High-performance backups: How Ceph snapshots enable incremental full backups
The backup challenge at scale
When you’re managing container storage at scale, backup performance becomes critical. Large volumes—those reaching hundreds of gigabytes—can take hours to back up using traditional full-volume streaming methods. This creates operational challenges: extended backup windows, increased resource consumption, and potential data loss exposure during long-running operations.
At Upsun, we face this challenge daily with our Ceph-based storage infrastructure. While Ceph’s copy-on-write (CoW) snapshots provide instant cloning capabilities for our containers, off-site backups require a different approach. We need a solution that combines the speed of incremental backups with the reliability of full restores.

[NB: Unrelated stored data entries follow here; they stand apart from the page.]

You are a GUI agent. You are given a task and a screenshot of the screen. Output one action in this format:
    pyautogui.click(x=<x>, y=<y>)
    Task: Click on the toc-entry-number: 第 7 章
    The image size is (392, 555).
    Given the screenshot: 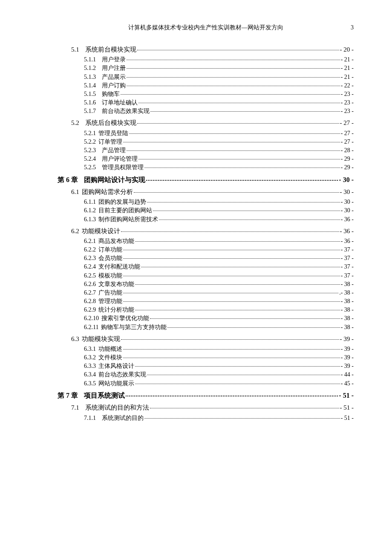 What is the action you would take?
    pyautogui.click(x=71, y=396)
    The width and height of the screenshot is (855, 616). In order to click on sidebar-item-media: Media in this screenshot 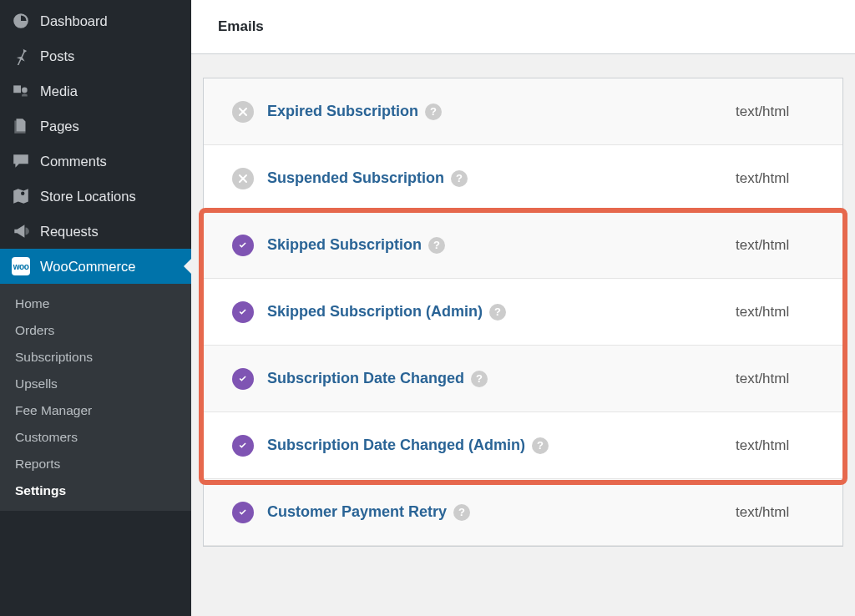, I will do `click(95, 91)`.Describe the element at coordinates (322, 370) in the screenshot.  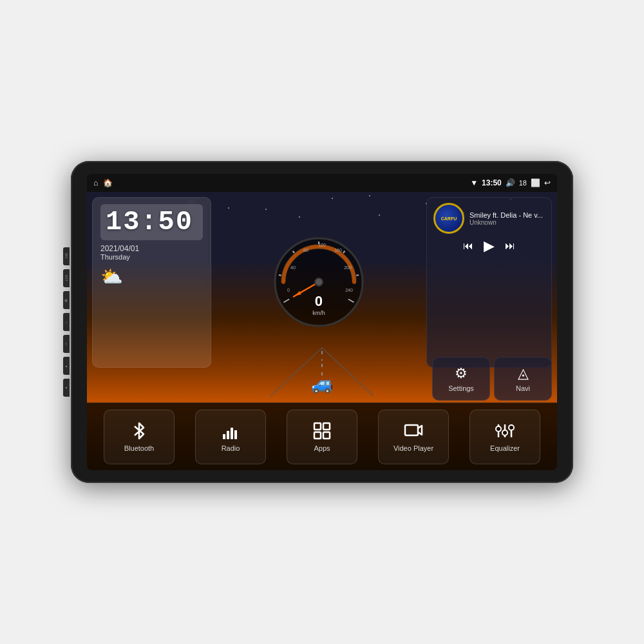
I see `road-scene-svg: 🚙` at that location.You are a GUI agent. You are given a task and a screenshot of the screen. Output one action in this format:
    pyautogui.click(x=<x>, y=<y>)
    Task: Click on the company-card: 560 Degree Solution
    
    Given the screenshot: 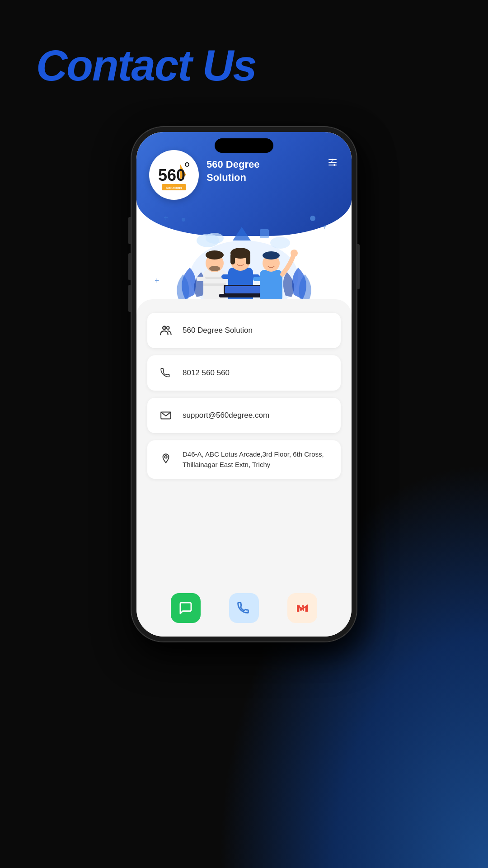 What is the action you would take?
    pyautogui.click(x=244, y=330)
    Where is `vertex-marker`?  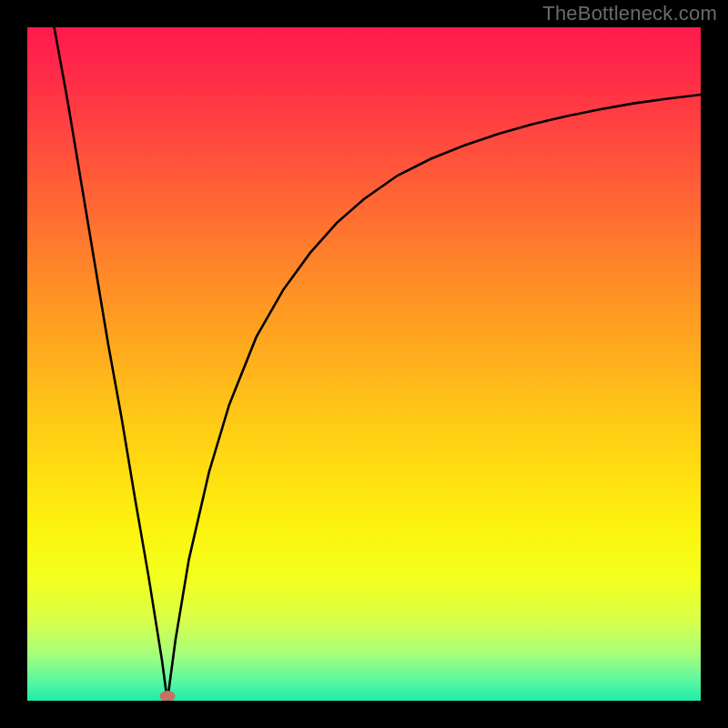 vertex-marker is located at coordinates (167, 695).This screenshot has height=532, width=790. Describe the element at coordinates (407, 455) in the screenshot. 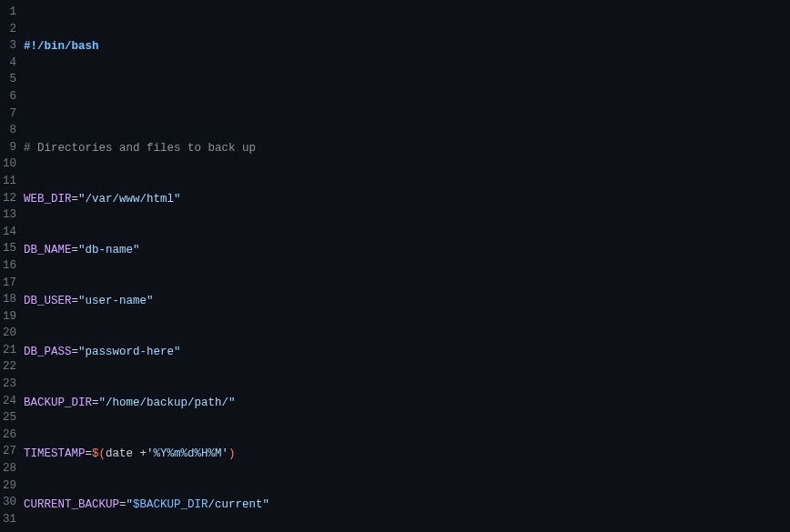

I see `code-line: TIMESTAMP=$(date +'%Y%m%d%H%M')` at that location. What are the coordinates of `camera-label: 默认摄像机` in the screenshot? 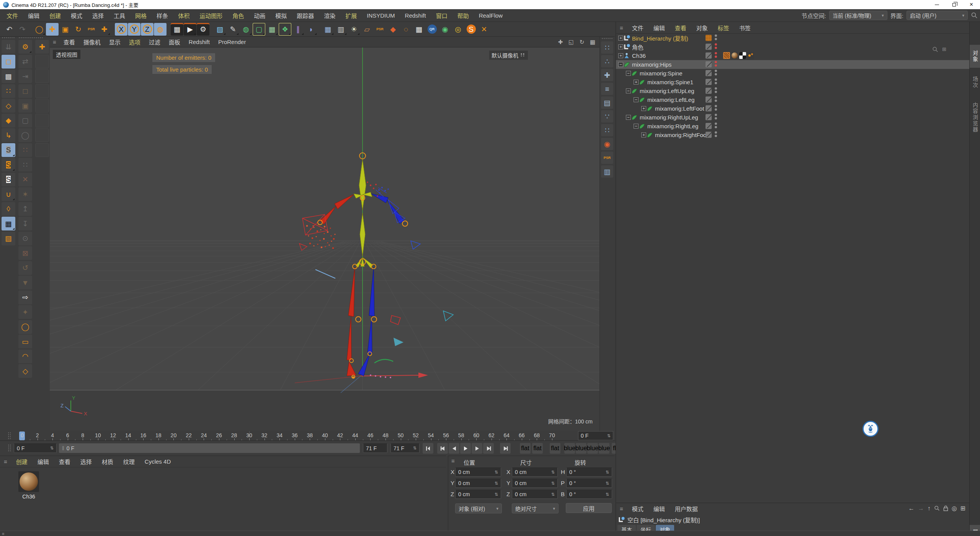 It's located at (508, 55).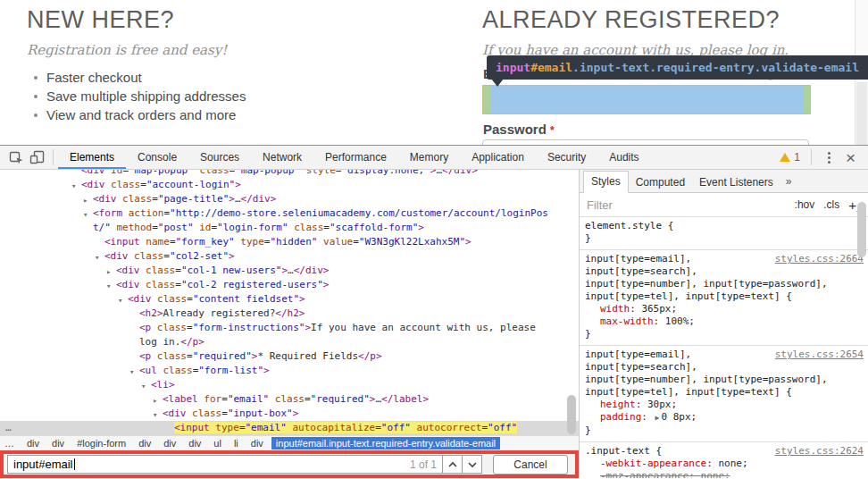 The width and height of the screenshot is (868, 479). I want to click on breadcrumb-item: li, so click(236, 443).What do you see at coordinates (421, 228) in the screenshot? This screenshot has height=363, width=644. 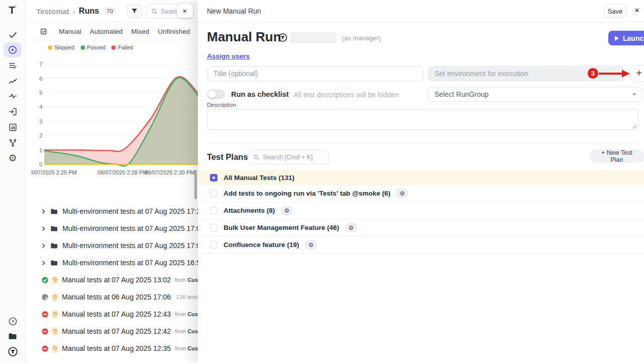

Why Ceph RBD over traditional file-based approaches
Our storage architecture leverages Ceph’s RADOS Block Device (RBD) feature rather than CephFS for container storage. This choice provides several advantages:
- Simplified data management: Working with block devices means handling “bags of bytes” rather than complex file systems
- Better performance: Block-level operations eliminate file system overhead
- Seamless failover: Containers can migrate across our VM grid without complex file system considerations
- Snapshot efficiency: RBD snapshots are instant and space-efficient
While a file-based approach like rsync
might seem intuitive—comparing file lists and transferring only changed files—it doesn’t align with our block-level storage philosophy.
The Ceph RBD export-diff solution
Ceph provides an elegant solution through rbd export-diff
, which extracts only the changes between two snapshots at the block level. This feature becomes the foundation for our incremental backup strategy.
Here’s how the basic process works:
- Create a new RBD snapshot
- Use
rbd export-diff
to identify changed blocks between snapshots - Export only the differential data
However, implementing production-ready backups requires additional considerations beyond the basic diff export.
Building full restore capability from incremental data
To maintain the ability to perform complete volume restores from blob storage, we developed a chunked metadata system:
Chunk-based storage architecture
- 4MB chunks: Each volume is divided into 4MB blocks for optimal transfer and deduplication
- Hash-based deduplication: Chunk keys are generated from content hashes, eliminating duplicate data across the entire system
- Project-level isolation: Each project maintains its own chunk catalog to prevent cross-customer data leakage
Metadata file structure
Each backup generates a metadata file containing:
- Complete list of chunks required for full volume restoration
- Chunk offsets and positions within the volume
This approach ensures that every backup point can restore a complete volume, even though we’re only transferring changed data.
The backup workflow in practice
Here’s the complete backup process:
- Snapshot creation: Generate a new RBD snapshot of the volume
- Differential analysis: Run
rbd export-diff
between the current and previous snapshots - Chunk processing: Break the differential data into 4MB chunks and generate hashes
- Selective upload: Upload only chunks that don’t already exist in blob storage
- Metadata generation: Create a new metadata file referencing all chunks (new and existing) required for full restoration
This workflow ensures that backup time scales with the amount of changed data rather than total volume size.
Optimized restore performance
The hash-based chunk system also accelerates restoration:
- Local verification: Before downloading chunks from blob storage, verify if they already exist locally by comparing hashes
- Selective download: Only retrieve chunks that have changed or are missing locally
- Parallel processing: Multiple chunks can be processed simultaneously
While restore operations still require reading the full volume to verify local chunks, the selective download significantly reduces network transfer time.
Performance benefits and trade-offs
This architecture delivers substantial improvements:
- Backup speed: Scales with data change rate rather than volume size
- Storage efficiency: Deduplication reduces storage across all backups
- Network optimization: Minimal data transfer for routine backups
- Restore flexibility: Any backup point can restore a complete volume
The primary trade-off is complexity—managing chunk metadata and ensuring referential integrity requires more sophisticated backup orchestration than simple volume dumps.
Ceph can enable enterprise-grade backup performance without sacrificing restore capabilities. By leveraging block-level snapshots and implementing intelligent chunking strategies, you can achieve backup speeds that scale with your actual data change patterns.